The judge said she declared Jose R. Ramos responsible for the boy’s death because he disobeyed her orders to answer deposition questions under oath for a lawyer representing Etan’s parents.

Ramos, a former mental patient serving a 20-year sentence in Pennsylvania for the sex abuse of an 8-year-old boy, was interviewed in April 2003 by Brian O’Dwyer, lawyer for Stanley and Julia Patz, Etan’s parents. O’Dwyer said Ramos refused to answer many of his questions.

Etan was the subject of one of the most extensive missing-child searches ever after he vanished in lower Manhattan on May 25, 1979, while walking alone for the first time to his school bus. His face was among the first of a missing child to be put on the side of a milk carton, and the date of his disappearance became National Missing Children’s Day.

Statement to a cellmate
In a court hearing in 2002 in which Etan was officially declared dead, the missing child’s court-appointed guardian said Ramos once confided to a cellmate, “Etan is dead. There is no body, and there will never be a body.”

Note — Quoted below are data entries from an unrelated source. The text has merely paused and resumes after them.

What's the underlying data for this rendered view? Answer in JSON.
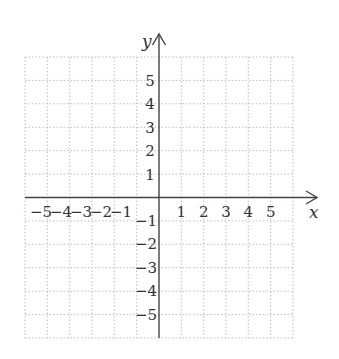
{
  "diagram": {
    "type": "coordinate-plane",
    "x_axis": {
      "label": "x",
      "min": -6,
      "max": 6,
      "tick_labels": [
        "-5",
        "-4",
        "-3",
        "-2",
        "-1",
        "1",
        "2",
        "3",
        "4",
        "5"
      ]
    },
    "y_axis": {
      "label": "y",
      "min": -6,
      "max": 6,
      "tick_labels": [
        "5",
        "4",
        "3",
        "2",
        "1",
        "-1",
        "-2",
        "-3",
        "-4",
        "-5"
      ]
    },
    "grid": {
      "style": "dotted",
      "color": "#bbbbbb",
      "step": 1
    },
    "axis_color": "#444444"
  },
  "labels": {
    "x_axis": "x",
    "y_axis": "y",
    "xpos": [
      "1",
      "2",
      "3",
      "4",
      "5"
    ],
    "xneg": [
      "−5",
      "−4",
      "−3",
      "−2",
      "−1"
    ],
    "ypos": [
      "5",
      "4",
      "3",
      "2",
      "1"
    ],
    "yneg": [
      "−1",
      "−2",
      "−3",
      "−4",
      "−5"
    ]
  }
}
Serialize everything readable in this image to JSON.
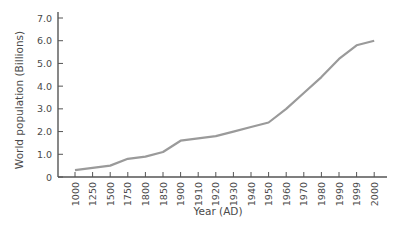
{
  "chart_data": {
    "type": "line",
    "title": "",
    "xlabel": "Year (AD)",
    "ylabel": "World population (Billions)",
    "categories": [
      "1000",
      "1250",
      "1500",
      "1750",
      "1800",
      "1850",
      "1900",
      "1910",
      "1920",
      "1930",
      "1940",
      "1950",
      "1960",
      "1970",
      "1980",
      "1990",
      "1999",
      "2000"
    ],
    "series": [
      {
        "name": "World population",
        "values": [
          0.3,
          0.4,
          0.5,
          0.8,
          0.9,
          1.1,
          1.6,
          1.7,
          1.8,
          2.0,
          2.2,
          2.4,
          3.0,
          3.7,
          4.4,
          5.2,
          5.8,
          6.0
        ],
        "color": "#9a9a9a"
      }
    ],
    "yticks": [
      "0",
      "1.0",
      "2.0",
      "3.0",
      "4.0",
      "5.0",
      "6.0",
      "7.0"
    ],
    "ylim": [
      0,
      7
    ],
    "grid": false,
    "legend": "none"
  },
  "colors": {
    "axis": "#555555",
    "text": "#4a4a4a",
    "line": "#9a9a9a"
  }
}
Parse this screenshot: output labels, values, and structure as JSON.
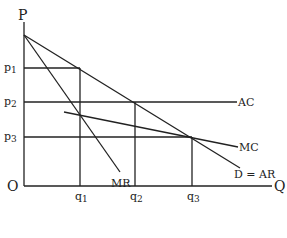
{
  "diagram": {
    "axes": {
      "y_label": "P",
      "x_label": "Q",
      "origin_label": "O"
    },
    "price_levels": [
      {
        "base": "p",
        "sub": "1"
      },
      {
        "base": "p",
        "sub": "2"
      },
      {
        "base": "p",
        "sub": "3"
      }
    ],
    "quantity_levels": [
      {
        "base": "q",
        "sub": "1"
      },
      {
        "base": "q",
        "sub": "2"
      },
      {
        "base": "q",
        "sub": "3"
      }
    ],
    "curves": {
      "ac": "AC",
      "mc": "MC",
      "mr": "MR",
      "demand": "D = AR"
    }
  }
}
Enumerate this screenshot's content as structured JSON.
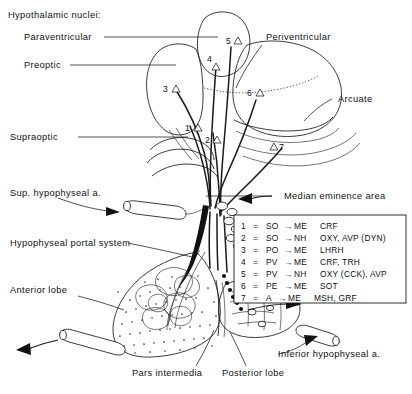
{
  "figure": {
    "title_group": "Hypothalamic nuclei:",
    "nuclei_labels": [
      {
        "id": "paraventricular",
        "text": "Paraventricular"
      },
      {
        "id": "preoptic",
        "text": "Preoptic"
      },
      {
        "id": "supraoptic",
        "text": "Supraoptic"
      },
      {
        "id": "periventricular",
        "text": "Periventricular"
      },
      {
        "id": "arcuate",
        "text": "Arcuate"
      }
    ],
    "structure_labels": [
      {
        "id": "median-eminence-area",
        "text": "Median eminence area"
      },
      {
        "id": "sup-hypophyseal-artery",
        "text": "Sup. hypophyseal a."
      },
      {
        "id": "hypophyseal-portal-system",
        "text": "Hypophyseal portal system"
      },
      {
        "id": "anterior-lobe",
        "text": "Anterior lobe"
      },
      {
        "id": "pars-intermedia",
        "text": "Pars intermedia"
      },
      {
        "id": "posterior-lobe",
        "text": "Posterior lobe"
      },
      {
        "id": "inferior-hypophyseal-artery",
        "text": "Inferior hypophyseal a."
      }
    ],
    "markers": [
      {
        "id": "marker-1",
        "text": "1"
      },
      {
        "id": "marker-2",
        "text": "2"
      },
      {
        "id": "marker-3",
        "text": "3"
      },
      {
        "id": "marker-4",
        "text": "4"
      },
      {
        "id": "marker-5",
        "text": "5"
      },
      {
        "id": "marker-6",
        "text": "6"
      },
      {
        "id": "marker-7",
        "text": "7"
      }
    ],
    "legend": {
      "equals": "=",
      "arrow": "→",
      "rows": [
        {
          "num": "1",
          "origin": "SO",
          "target": "ME",
          "peptides": "CRF"
        },
        {
          "num": "2",
          "origin": "SO",
          "target": "NH",
          "peptides": "OXY, AVP (DYN)"
        },
        {
          "num": "3",
          "origin": "PO",
          "target": "ME",
          "peptides": "LHRH"
        },
        {
          "num": "4",
          "origin": "PV",
          "target": "ME",
          "peptides": "CRF, TRH"
        },
        {
          "num": "5",
          "origin": "PV",
          "target": "NH",
          "peptides": "OXY (CCK), AVP"
        },
        {
          "num": "6",
          "origin": "PE",
          "target": "ME",
          "peptides": "SOT"
        },
        {
          "num": "7",
          "origin": "A",
          "target": "ME",
          "peptides": "MSH, GRF"
        }
      ]
    },
    "caption_clipped": " "
  },
  "colors": {
    "ink": "#1a1a1a",
    "background": "#ffffff",
    "caption_grey": "#7d7d7d"
  }
}
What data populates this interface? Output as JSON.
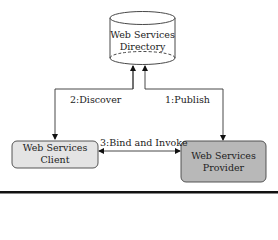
{
  "diagram": {
    "directory": {
      "line1": "Web Services",
      "line2": "Directory"
    },
    "client": {
      "line1": "Web Services",
      "line2": "Client",
      "fill": "#e4e4e4"
    },
    "provider": {
      "line1": "Web Services",
      "line2": "Provider",
      "fill": "#b8b8b8"
    },
    "edges": {
      "discover": "2:Discover",
      "publish": "1:Publish",
      "bind": "3:Bind and Invoke"
    }
  }
}
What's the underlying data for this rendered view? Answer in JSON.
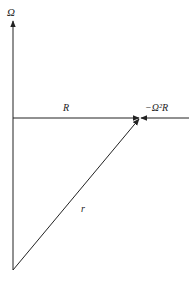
{
  "diagram": {
    "type": "vector-diagram",
    "labels": {
      "axis": "Ω",
      "horizontal_vector": "R",
      "force": "−Ω²R",
      "diagonal_vector": "r"
    },
    "colors": {
      "stroke": "#222222",
      "background": "#ffffff"
    },
    "geometry": {
      "origin": [
        13,
        270
      ],
      "axis_top": [
        13,
        20
      ],
      "horizontal_start": [
        13,
        118
      ],
      "vector_tip": [
        140,
        118
      ],
      "force_start": [
        189,
        118
      ]
    }
  }
}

The Patzes filed a wrongful-death lawsuit in 2001 against Ramos, who was always the chief suspect in Etan’s disappearance. State Supreme Court Justice Barbara Kapnick ordered him to answer O’Dwyer’s deposition questions or risk being declared responsible for the boy’s death. Ramos, who will serve out his sentence in Pennsylvania in 2012, has never been charged in the Patz case.

Ramos, a friend of Etan’s baby sitter, argued unsuccessfully after the deposition that the lawsuit should be dismissed. Kapnick ruled against him last week.

O’Dwyer said Tuesday that his clients will ask Kapnick “to issue an injunction that will prevent Ramos from ever being in a room again with a young person.”